I have tended to fall back on the published theories with respect to the Blake surname but gradually I am realizing that I am forming an opinion and perhaps I will one day write a Blake surname article which I can submit to one of the journals. That is in the future though. I am still extracting as much data as I can on the Blake family. I must admit that I tend to do most of my abstraction prior to 1921 although the marriage file goes as far as Free BMD has extracted information. But my greatest interest is prior to 1800 and the Parish Registers/Wills. But conversations on the DNA list and ISOGG list have set me thinking about the ancient history of the Blake family and I shall devote a part of each day to looking at that history.
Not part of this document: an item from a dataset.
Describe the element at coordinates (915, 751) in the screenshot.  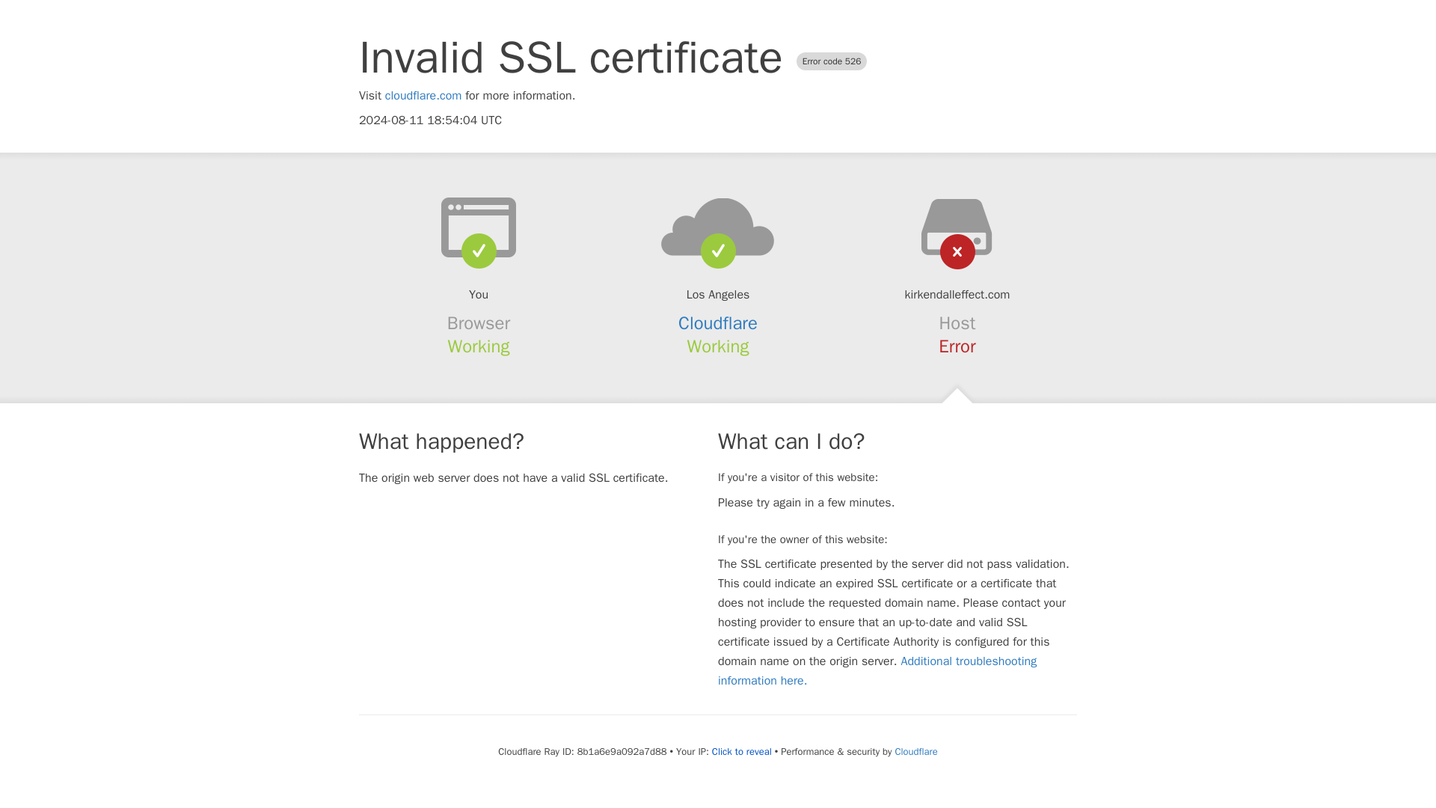
I see `Cloudflare` at that location.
The earliest entry in this Calendar is to Willelmum le Blake 30 January 1230 (membrane 7d) at Estwell. The English Archaeologist's Handbook by Henry Godwin (published 1867: Oxford and London: James Parker and Co.) names this as Henwood (formerly Estwell) Nunnery, Kettleberne, Lord of Langdon, about 1154 in Warwickshire. Estwell was the location of an English Nunnery founded by Kettleberne, Lord of Langdon. By 1230 it would appear that one group of individuals were claiming the right of tilage against another group of individuals. The decision was made at Hertford. Not being able to read latin very efficiently that decision is not obvious to me at this moment in time. Few people in the list have surnames; most are associated with their father (i.e. Adam son of Willemi, etc). The Calendar of Patent Rolls run from Henry III beginning in 1216 and ending with Henry VI in 1452 (250 years of Blake history in England dealing with the monarch in one way or another). The Kings included Henry III, Edward I, II, and III, Richard II, Henry IV, V and VI.